GIS in Housing: From Maps to Meaningful Decisions
20th February 2026
Rick Thompson,
ODCGIS
Why Geographic Information Systems should be central to long-term planning, not a “nice to have”
If GIS is still seen in your organisation as “the mapping tool” or something that sits quietly with a single specialist, it’s time to pause and rethink.
Because when used properly, GIS is not about maps at all.
It’s about understanding homes in context: environmental, social, climatic and operational, and using that understanding to make better decisions, earlier.
Rick Thompson, Director of Operations at ODC GIS, has shared practical insight into how GIS is already being used across the sector and, more importantly, how it could be used far more effectively.
Why this matters now
Housing providers are under pressure from every direction:
Damp and mould responsibilities are rightly sharper
Climate risk is no longer theoretical
Retrofit decisions carry long-term consequences
ESG expectations are rising
Data quality is under scrutiny
Resources are stretched
Yet many organisations are still making strategic decisions without fully understanding the places their homes sit in. That is the gap GIS fills, when it is approached correctly.
A quick introduction
ODC GIS has been operating for over 32 years, supporting the housing sector throughout that time, covering over 1.2 million homes, roughly 25% of all UK social housing.
The biggest misconception about GIS in housing
One of the most important points made was:
GIS isn’t really about the software.

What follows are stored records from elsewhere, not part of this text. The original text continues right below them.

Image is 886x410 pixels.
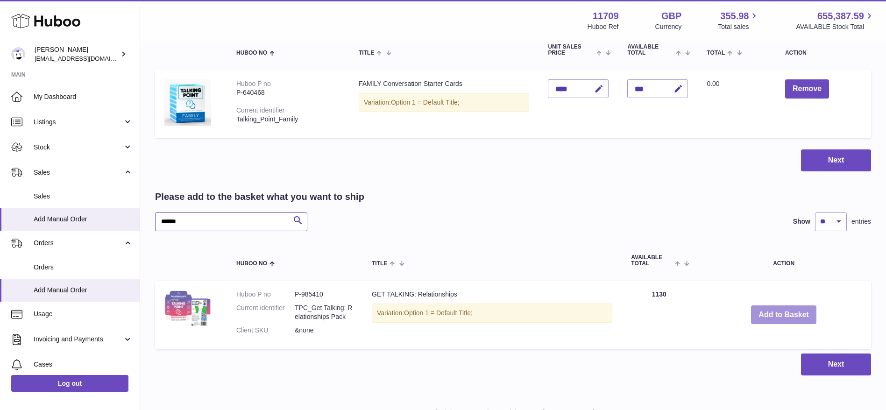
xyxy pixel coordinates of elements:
span: Total sales [718,22,760,31]
td: FAMILY Conversation Starter Cards [350,70,539,138]
a: 655,387.59 AVAILABLE Stock Total [796,10,875,31]
a: Log out [11,375,129,392]
h2: Please add to the basket what you want to ship [155,191,364,203]
span: 355.98 [721,10,749,22]
div: [PERSON_NAME] [35,45,119,63]
div: Action [785,50,862,56]
span: [EMAIL_ADDRESS][DOMAIN_NAME] [35,55,137,62]
a: 355.98 Total sales [718,10,760,31]
div: Variation: [359,93,530,112]
button: Add to Basket [751,306,817,325]
div: Talking_Point_Family [236,115,340,124]
th: Action [697,245,871,276]
div: Huboo Ref [588,22,619,31]
span: Huboo no [236,261,267,267]
dd: &none [295,326,353,335]
button: Next [801,354,871,376]
span: Option 1 = Default Title; [391,99,460,106]
span: Cases [34,360,133,369]
dd: TPC_Get Talking: Relationships Pack [295,304,353,321]
span: 0.00 [707,80,720,87]
span: Listings [34,118,123,127]
span: Unit Sales Price [548,44,594,56]
label: Show [793,217,811,226]
span: AVAILABLE Stock Total [796,22,875,31]
span: Total [707,50,725,56]
span: AVAILABLE Total [631,255,673,267]
div: Variation: [372,304,613,323]
div: Currency [656,22,682,31]
td: GET TALKING: Relationships [363,281,622,349]
span: entries [852,217,871,226]
span: Add Manual Order [34,215,133,224]
span: 655,387.59 [818,10,864,22]
strong: GBP [662,10,682,22]
strong: 11709 [593,10,619,22]
span: Orders [34,239,123,248]
span: Add Manual Order [34,286,133,295]
dt: Current identifier [236,304,295,321]
span: Invoicing and Payments [34,335,123,344]
dd: P-985410 [295,290,353,299]
span: Title [372,261,387,267]
img: internalAdmin-11709@internal.huboo.com [11,47,25,61]
span: Title [359,50,374,56]
dt: Huboo P no [236,290,295,299]
div: P-640468 [236,88,340,97]
span: AVAILABLE Total [628,44,674,56]
span: Stock [34,143,123,152]
span: Huboo no [236,50,267,56]
span: Option 1 = Default Title; [404,309,473,317]
span: Usage [34,310,133,319]
img: GET TALKING: Relationships [164,290,211,331]
div: Current identifier [236,107,285,114]
button: Next [801,150,871,171]
img: FAMILY Conversation Starter Cards [164,79,211,126]
dt: Client SKU [236,326,295,335]
div: Huboo P no [236,80,271,87]
span: Sales [34,192,133,201]
span: Orders [34,263,133,272]
button: Remove [785,79,829,99]
td: 1130 [622,281,697,349]
span: Sales [34,168,123,177]
span: My Dashboard [34,93,133,101]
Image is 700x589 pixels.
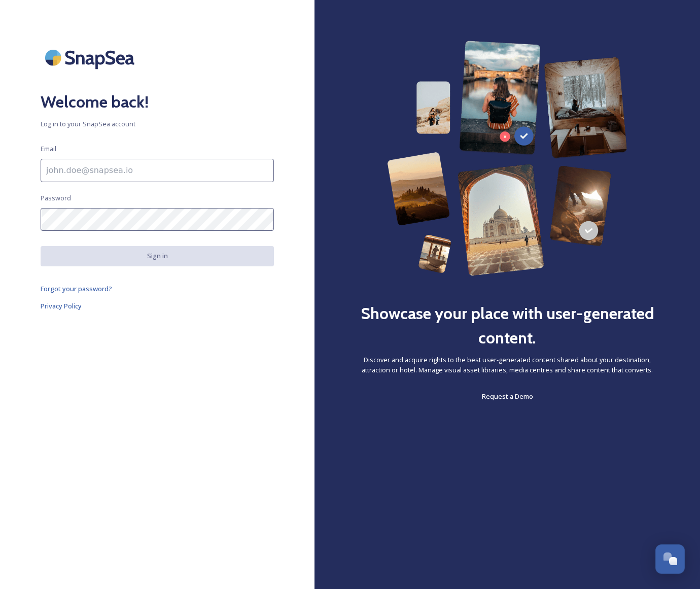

It’s about the data.
You can own the best GIS platform available, but without the right data, and without connecting that data meaningfully, it will never deliver value.
Conversely, organisations that believe they “aren’t ready for GIS” often already hold 80% of what they need, they just haven’t connected it spatially.
This is why GIS should be seen as an approach, not a product.
Starting with the right foundations: Address data and UPRNs
One of the most under-used datasets in housing is Ordnance Survey AddressBase.
At its heart is the Unique Property Reference Number (UPRN), the single, consistent identifier used across the public sector to describe a property.
Why this matters:
Housing systems all store addresses slightly differently
Without UPRNs, data matching becomes unreliable
With UPRNs, datasets can be joined confidently
Once UPRNs are embedded, housing providers can accurately connect homes to:
EPC data
Indices of Multiple Deprivation
Health datasets
Environmental risk data
Retrofit and compliance information
For many organisations, this is the real starting point for effective GIS use.
Filling data gaps: The National Geographic Database (NGD)
Data quality issues are common in housing, particularly where stock transfers, mergers, acquisitions and disposals have occurred over time.
The National Geographic Database (NGD) from Ordnance Survey brings together multiple datasets into a single, consistent national view.
For housing providers, it can be used to:
Quality-assure existing asset data
Fill gaps in information such as:
Building age
Building type
Number of floors
Sense-check records that may be decades old
This matters because these attributes directly influence:
Investment planning
Retrofit pathways
Planned maintenance programmes
Risk prioritisation
Better decisions depend on better confidence in the data behind them.
Understanding what you actually own: Land Registry data
It sounds simple, but it’s often not.
Many housing providers do not have a complete, accurate picture of:
All the land they own
Land that has been disposed of but still appears on records
Small parcels that have been forgotten over time
Land Registry data provides a spatial view of ownership that allows organisations to:
Identify discrepancies
Clarify boundaries
Spot under-utilised land
Explore development opportunities
A simple analysis of property-to-land ratios can quickly highlight where land may not be working as hard as it could.
Climate risk is local, GIS makes it visible
One of the most powerful uses of GIS is turning abstract climate risk into place-specific insight.
Heat risk: planning beyond winter
Much of retrofit thinking has focused, understandably, on cold homes. But homes in the UK were largely not designed for heat.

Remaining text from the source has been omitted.